A paper
reporting the results of a survey of women surgeons on the topic of pregnancy appears
in Archives of Surgery online ahead of print.
Responses were received from 1937 female surgeons, which was
49.6% of those who were sent surveys. Not surprisingly, the findings were that
women surgeons feel stigmatized about pregnancy during surgical residency training.
Things are improving, but slowly. The percentage of women
reporting that pregnancy during training is stigmatized fell from 76% for women
who graduated more than 30 years ago, all the way down to 67% for women who
graduated less than 10 years ago. The difference was statistically significant
[p = 0.001] but hardly significant in the real world.

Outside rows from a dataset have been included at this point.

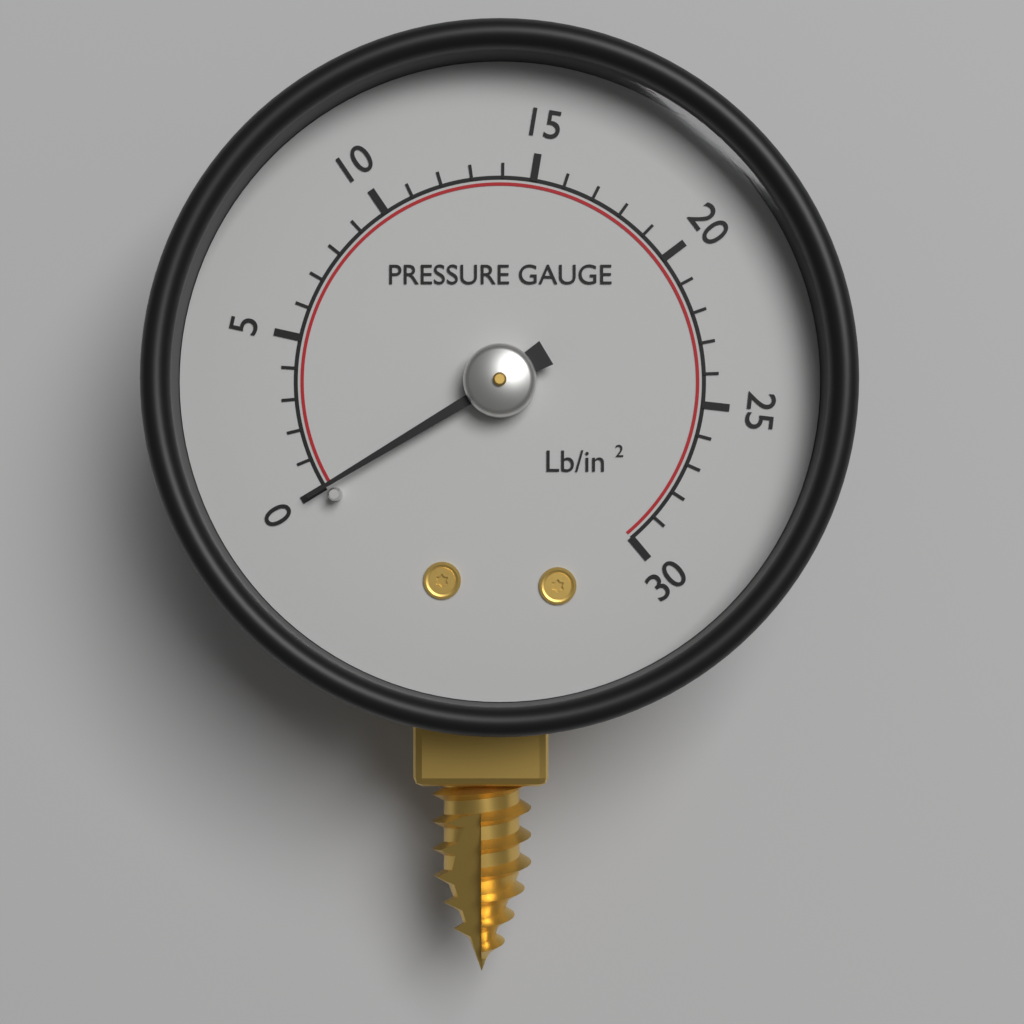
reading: 0 Lb/in²
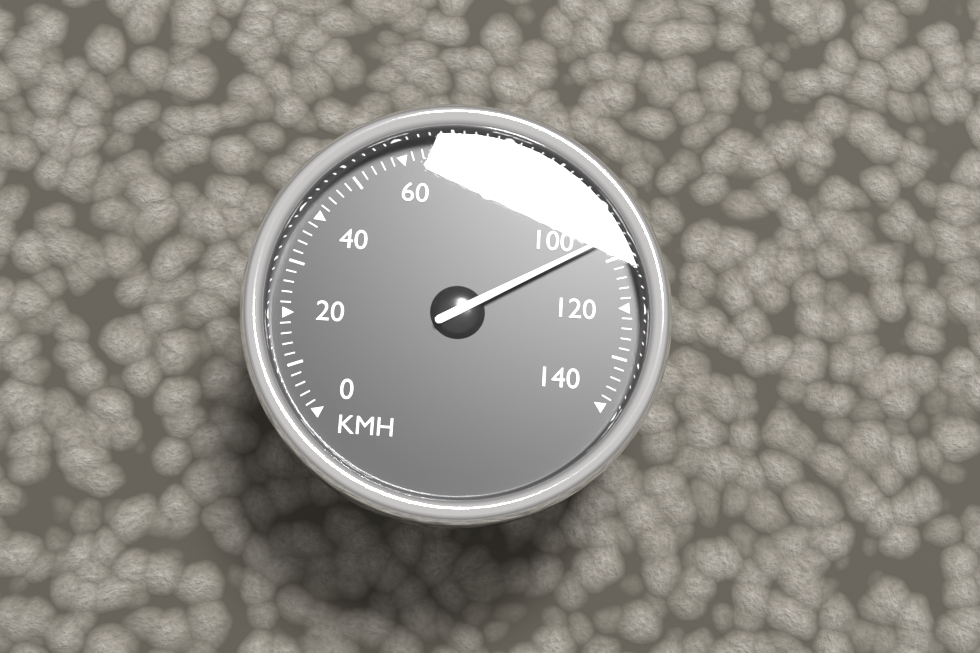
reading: 106 km/h
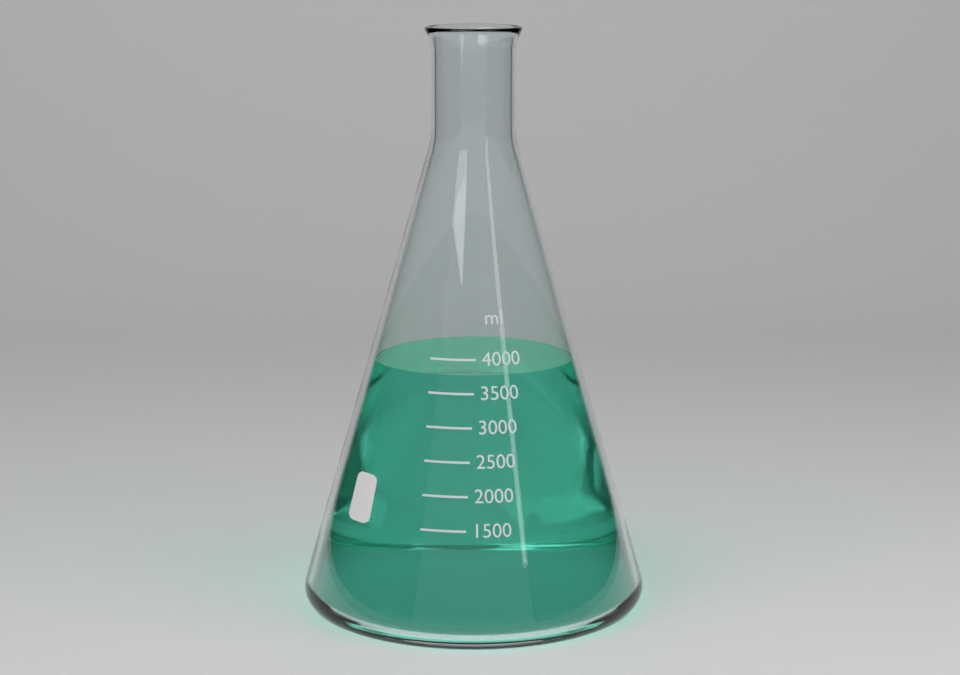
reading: 3750 ml
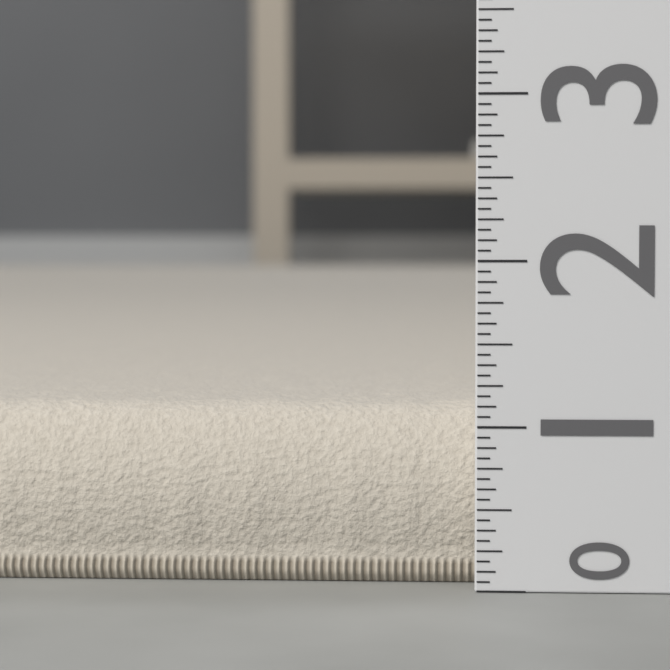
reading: 1.1250 (no unit)
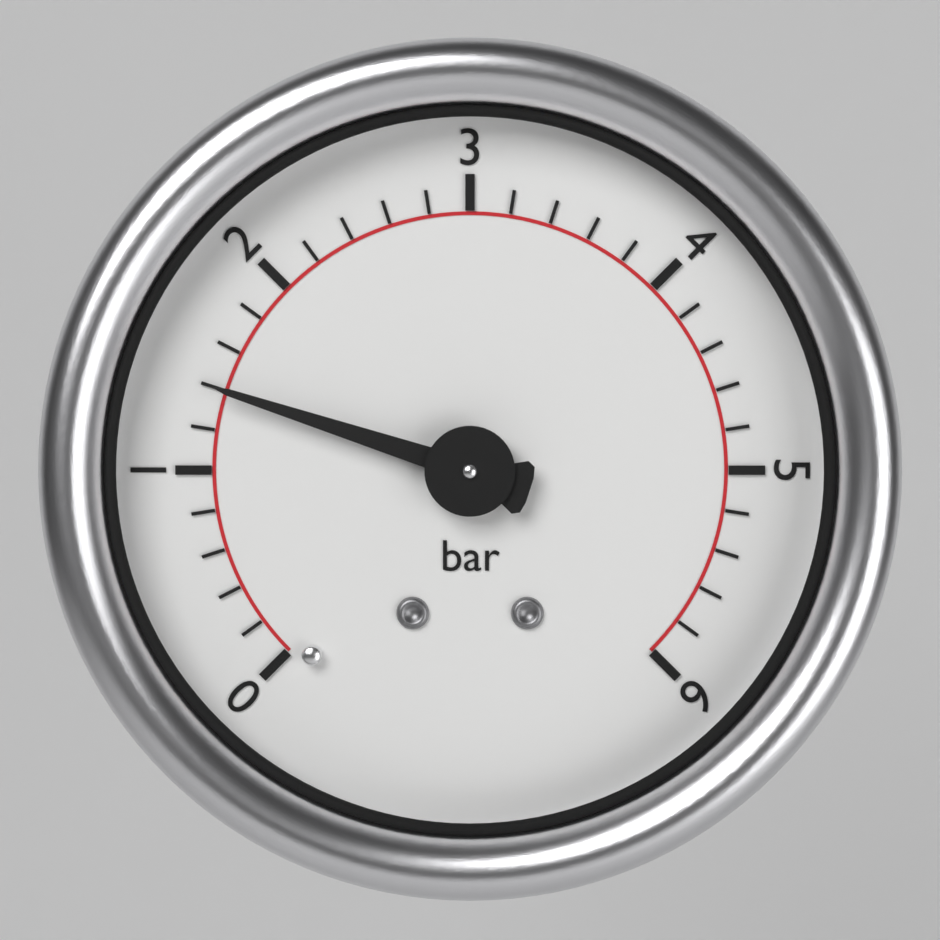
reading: 1.4 bar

At this rate, pregnancy among
female surgical residents should be no longer stigmatized by about the year 2127.
According to Table 3 of the paper, the cumulative rate of
pregnancy of female surgery residents who graduated fewer than 30 years ago is
32.2%. To put it another way, 1/3 of all female surgery residents became
pregnant at least once during their five years of training.
The most interesting finding was that even women faculty and women residents were perceived as having a
negative influence on women surgeons contemplating childbearing and this
negativity has not abated over the years. Meanwhile, the percentage of both residents
who are women and those who become pregnant is increasing.
Male residents can get sick or be injured and miss time. Should
there be any reason to deal with pregnancy differently?
What do
you think about this?
This
blog appeared on Sermo [registration free for physicians] yesterday and 38% of the
26 doctors who voted felt that female surgical residents should feel
stigmatized about pregnancy.
6 comments:
Archaic attitudes about pregnancy remains the tip of the iceberg for why we continue to struggle with attracting women into academic surgery.
Thanks for the comment. If you want to hear all sides of the issue. log on to Sermo. There were more than 30 comments.
Disappointing to hear that women surgeons/residents were perceived as negative influences. I had our first child during residency (and my husband was the primary caregiver from age 6 months when I went back to work, until age 3.5 when I finished residency.) I've assumed and hoped that might make me more sympathetic? There weren't any precedents/models for me. That said, I have unfortunately overheard a couple of female residents express contempt for their colleagues who became pregnant, and I'm sure there are women out there who feel that since they deferred childbearing during residency, that's the "right" way to do it...
EXTREMELY disappointing to hear that over 1/3 of the doctors who voted felt female surgical residents *should* feel stigmatized. Your point that male residents can miss time is well taken. I'd worried a bit about how quickly I'd get back into the surgical swing of things after maternity leave - I worried less once I remembered the guys who'd been away doing health education/business/imaging research degrees for 3 years and then came back to finish residency. Yes, when someone announces they're going to be away for 6 months or so, it means the call schedules/service assignments may have to be reshuffled, but nobody objects (much) when it's for research or sick leave as opposed to pregnancy (presumed to be by choice.)
As an aside: that's one of the most catch-22 questions I got asked as a pregnant resident, whether it was a planned pregnancy. Options: Yes (implication: I deliberately chose to inconvenience my program), or No (implication: I'm an idiot who can't manage birth control.) It baffled me that anyone thought that was any of their business anyway!
Gwynedd, great comments. Thanks. I particularly enjoyed your last paragraph. You can't win.
Recently had 4 pregnant residents at once in my residency program, it was fun trying to get the schedule to work.
I bet it was. I hope you are in a large program.
Post a Comment
Note: Only a member of this blog may post a comment.